Should President Obama decide to leave his leftover "Hope" and "Change" signs in storage for campaign 2012, we've got a fresh slogan that sums up his re-election bid: Do as I say, not as I said.

The president was in Cannon Falls, Minn., and Decorah, Iowa, on Monday, kicking off a three-day bus tour through the Midwest. In both towns, Mr. Obama ridiculed Republican presidential candidates' blanket opposition to raising taxes during a deepening recession as part of any plan to reduce future budget deficits.

"That's just not common sense," Mr. Obama said. "I make no apologies for being reasonable."

Nor will Mr. Obama apologize for breaking a central 2008 campaign promise.

One might think, given the president's insistence that taxes be raised further, that he won election in 2008 on a promise of dozens of tax hikes on everything from cigarettes to health insurance policies to tanning salons. One also struggles to remember his vow to run up the biggest budget deficits in the history of the world, putting the country on the same fiscal trajectory as the failed social-welfare states of Europe, so he could blame Republicans for "unreasonably" refusing to raise taxes to pay the bills run up by the Obama-Pelosi Democrats.

In fact, then-Sen. Obama, as hard is may be to believe today, campaigned as a fiscal conservative. He voted against increasing the country's debt ceiling and relentlessly criticized Republicans for a string of nine-figure budget deficits in the aftermath of the 9/11 terrorist attacks. And he vowed to never raise taxes on any American who earns less than $250,000 per year -- by a single dime, ever. He could have been a charter member of the tea party.

Those promises were shattered less than 60 days after he took office. Up went the federal cigarette tax, which disproportionately hits the middle and lower classes.

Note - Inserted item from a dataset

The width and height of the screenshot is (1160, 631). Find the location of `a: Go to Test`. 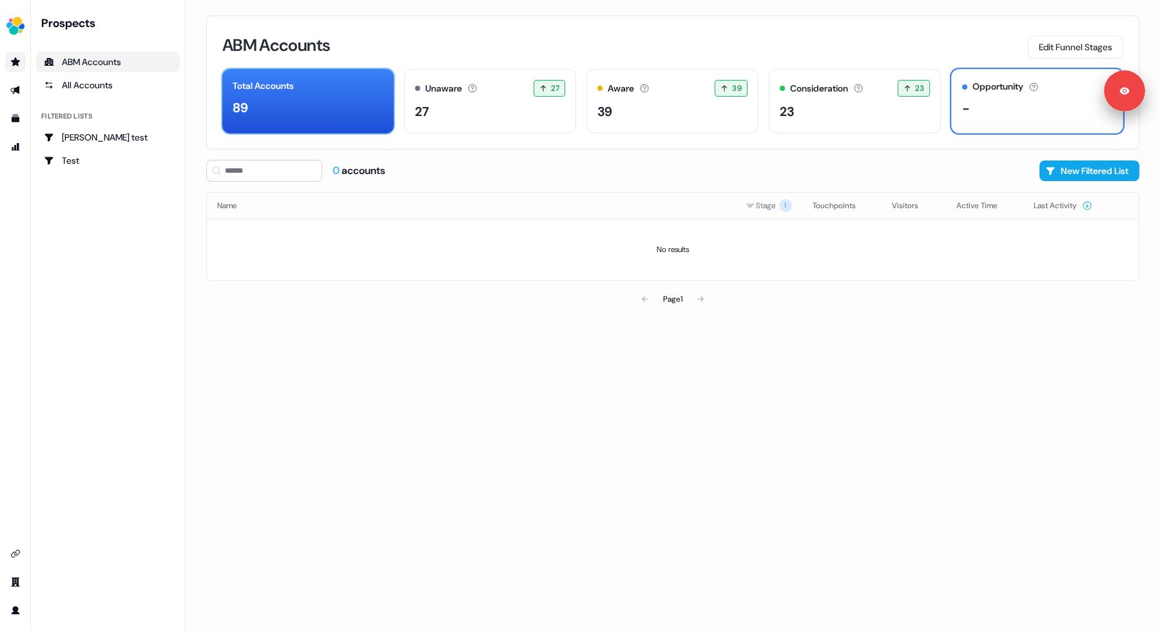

Next came an entirely debt-funded, $1 trillion Keynesian stimulus (promising "shovel ready" jobs -- a commodity the president now laughingly admits never existed.) And the piece de resistance, ObamaCare, which built an innovation-stifling, cost-boosting regulatory structure for American medicine while creating or raising 20 separate taxes, nearly half of which already have taken effect, according to Americans for Tax Reform.

Now Mr. Obama disparages Republicans for making and keeping the same kinds of promises he made in 2008 -- and immediately broke. And he believes this allows him to claim the high ground? The only way to get there is to keep your word. Mr. Obama will have to forgive voters if they're more inclined to believe the Republican nominee's promises of restraint come 2012.